Gabe (my boyfriend) and I went through the hardest point in our relationship with him losing his father to COVID-19 in June. It was hard seeing someone you love go through the most difficult pain they will ever encounter. You feel helpless; you feel hopeless; there was no way out. Reality slapped us right in the face; this virus is real. It doesn’t pick and choose who it will hurt. Two weeks of being in Anaheim together as we tried to hold on to our sanity while also grieving was mentally taxing on us. I had brought my laptop to California to try and be present for work, but a few days of being there, I realized that my priorities were going to have to change, as hard as it was for me not to work, work for the first time in my life, had to take a back seat.
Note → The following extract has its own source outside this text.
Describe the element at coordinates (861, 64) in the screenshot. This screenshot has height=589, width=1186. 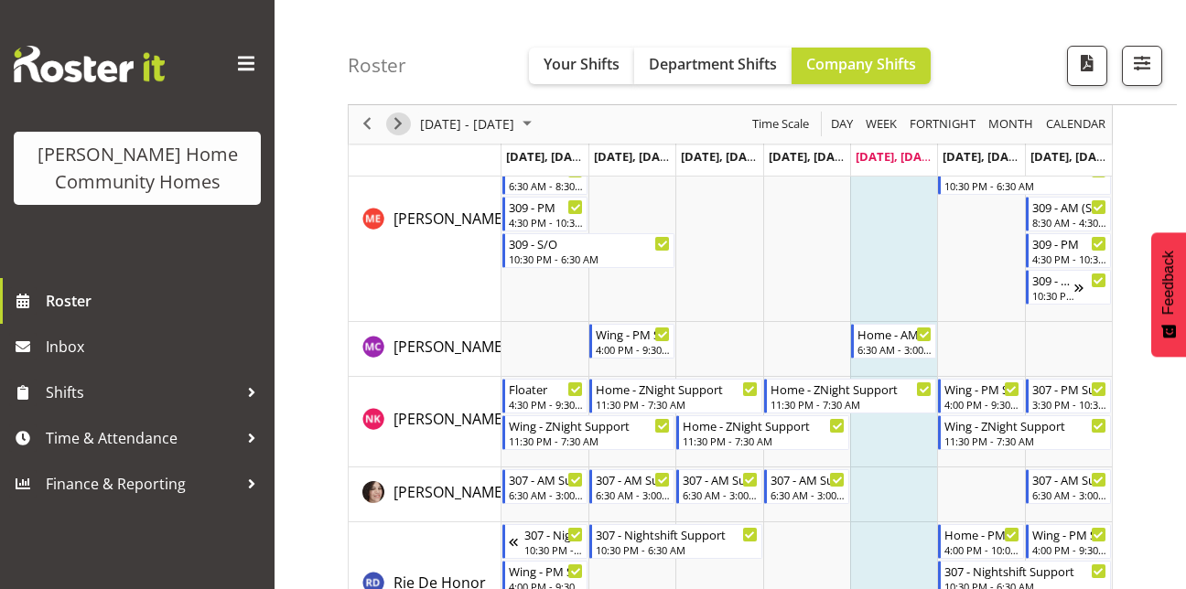
I see `span: Company Shifts` at that location.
Those two weeks in California seemed like we were there for months. June was tough.
July to now has been a little better. As my mind starts to understand that this is happening, this is the new normal, and I had better get it line. There was a point in time during May to June I did not think mentally I was going to make it. On calls with co-workers, I would think to myself, “hold it together, hold it together, you can do this,” hoping they wouldn’t hear the amount of anxiety or sadness in my voice. If they heard it, they handled it well, and I felt nothing but love and support during those months.
But now what? What do we do? Where do we go from here? Well, we keep pushing. We keep rising. I know for me, I want to go and pass out water and supplies to the homeless, I want to show them and the world that Love Matters. I want to continue to focus on my career can building it, and the relationships that I have. I would not have gotten through those months without my relationships. I was able to see first hand that mentally we need relationships more than ever.
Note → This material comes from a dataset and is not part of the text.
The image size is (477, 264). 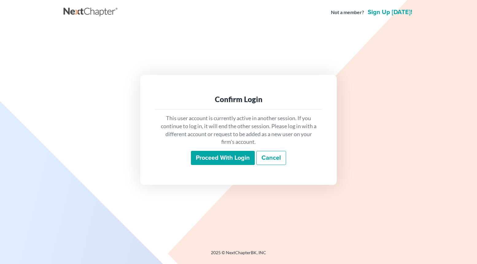 I want to click on strong: Not a member?, so click(x=347, y=12).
As we face month 6 of the pandemic, remember there was a time during May-June, I did not think I was going to be OK. That mentally, I was going to crash and burn and lose everything: my job, my friends, my relationship. But I am here to say; I made it. I chose every day to keep pushing. I chose to fight the mental demons telling me to give up every single day. I did it and you can too. So here we go bring on September and month 6th.